Your email also continues to advance “driver or keeper” liability in the alternative without pleading a coherent factual and legal basis for either route. That is precisely the type of vague, hedged pleading criticised in cases of this kind and it reinforces the point that this claim was issued without proper legal analysis.
For the avoidance of doubt, I will retain this correspondence. If your client persists with this claim to allocation and beyond, I will place this email before the Court as part of my evidence bundle to demonstrate that (1) your firm was on notice of the pleaded defects and the relevant persuasive authorities, and (2) your firm nonetheless attempted to bypass the CPR pleading requirements by seeking to retrofit a case via correspondence. I will invite the Court to consider whether such conduct is unreasonable and whether case management sanctions are appropriate.

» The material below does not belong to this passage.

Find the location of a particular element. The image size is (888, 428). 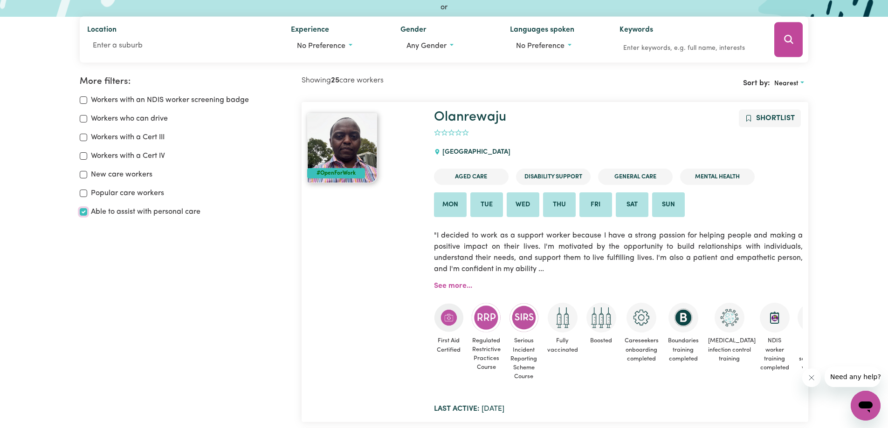

li: Available on Tue is located at coordinates (487, 205).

Further, if the claim is discontinued at a late stage (including after allocation, after directions, or close to any final hearing), I will rely on the history of this matter, including this correspondence, when seeking my costs under CPR 27.14(2)(g) on the basis of unreasonable conduct.

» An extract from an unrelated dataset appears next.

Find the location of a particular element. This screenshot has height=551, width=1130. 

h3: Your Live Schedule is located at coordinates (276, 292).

Your settlement proposal is declined. I am content for this matter to be determined by the Court.
Email service: I will accept service of documents by email only if they are served as complete, legible PDF attachments. Please confirm you will serve documents in that manner. I also note your offer to accept service at litigationteam@moorsidelegal.co.uk in PDF format.
Nothing in this email is any admission as to the alleged event, the existence of any contract, the adequacy of signage, or liability as driver or keeper. All rights are reserved.
Yours faithfully,
[Name]
[Address]
[Email]
[Claim number]
When the time comes to submit your N180 Directions Questionnaire (DQ), you will submit it with a covering letter which I will provide once your are ready to submit the N180.